Joseph Stalin had decided that the peasants were putting their own welfare before that of the Soviet Union. Local communist officials were given instructions to confiscate kulaks property. This land would then be used to form new collective farms. It has been argued that in the next eight weeks ten million peasant households were forced to join collective farms. The kulaks resisted this process. It has been estimated that during this period some "fourteen million head of cattle were destroyed, one-third of all pigs, one-quarter of all sheep and goats".
In June 1918 Gibbons went out on patrol with Major Benjamin S. Berry and the Fifth Marines in woods near Lucy-le-Bocage. While crossing a wheat field they came under heavy machine-gun fire. Berry was hit and Gibbons began to crawl towards him. According to his friend, John Gunther: "There was a sudden whish and bits of wheat were clipped off, by a spray of machine gun bullets. (Gibbons) dropped. He got up again at once, feeling his arm, where he was hit slightly. But he dropped again, turned over, and his companion saw his eye, exactly like a whole small raw egg, roll slowly down his right cheek. There it wobbled and swayed, but stayed, held by greyish-red filaments: they looked like nerves. (Gibbons) had to lie in the wheat all day, holding his eye there, low on the cheek."

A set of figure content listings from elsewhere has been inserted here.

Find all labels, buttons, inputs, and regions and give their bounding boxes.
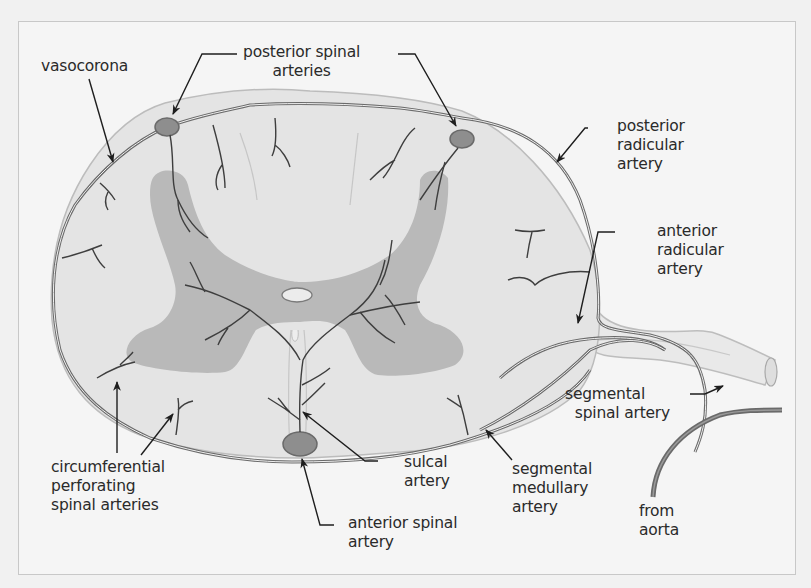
label-segmental-spinal-artery: segmental spinal artery — [565, 385, 670, 423]
label-posterior-radicular-artery: posterior radicular artery — [617, 117, 685, 174]
label-vasocorona: vasocorona — [41, 57, 128, 76]
label-posterior-spinal-arteries: posterior spinal arteries — [243, 43, 360, 81]
posterior-radicular-arrow — [557, 128, 588, 162]
nerve-cut-end — [765, 358, 777, 386]
anterior-spinal-artery-node — [283, 432, 317, 456]
label-circumferential-perforating: circumferential perforating spinal arter… — [51, 458, 165, 515]
label-anterior-radicular-artery: anterior radicular artery — [657, 222, 724, 279]
label-anterior-spinal-artery: anterior spinal artery — [348, 514, 457, 552]
label-sulcal-artery: sulcal artery — [404, 453, 450, 491]
median-fissure — [292, 330, 299, 341]
label-segmental-medullary-artery: segmental medullary artery — [512, 460, 592, 517]
label-from-aorta: from aorta — [639, 502, 679, 540]
posterior-spinal-artery-right — [450, 130, 474, 148]
diagram-stage: vasocorona posterior spinal arteries pos… — [0, 0, 811, 588]
segmental-artery-from-aorta — [653, 410, 782, 497]
posterior-spinal-artery-left — [155, 118, 179, 136]
central-canal — [282, 288, 312, 302]
anterior-spinal-arrow — [302, 459, 334, 525]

The bullet "took out his left eye, fractured his skull and exited, ripping a three-inch hole in the right side of his helmet." The French authorities later recalled: "Rescued several hours later and carried to a dressing station, he insisted on not being cared for before the wounded who had arrived before him." When he was told he had lost his eye he replied: "Well Doc, I won't have to squint down the neck of a bottle anymore, like you guys."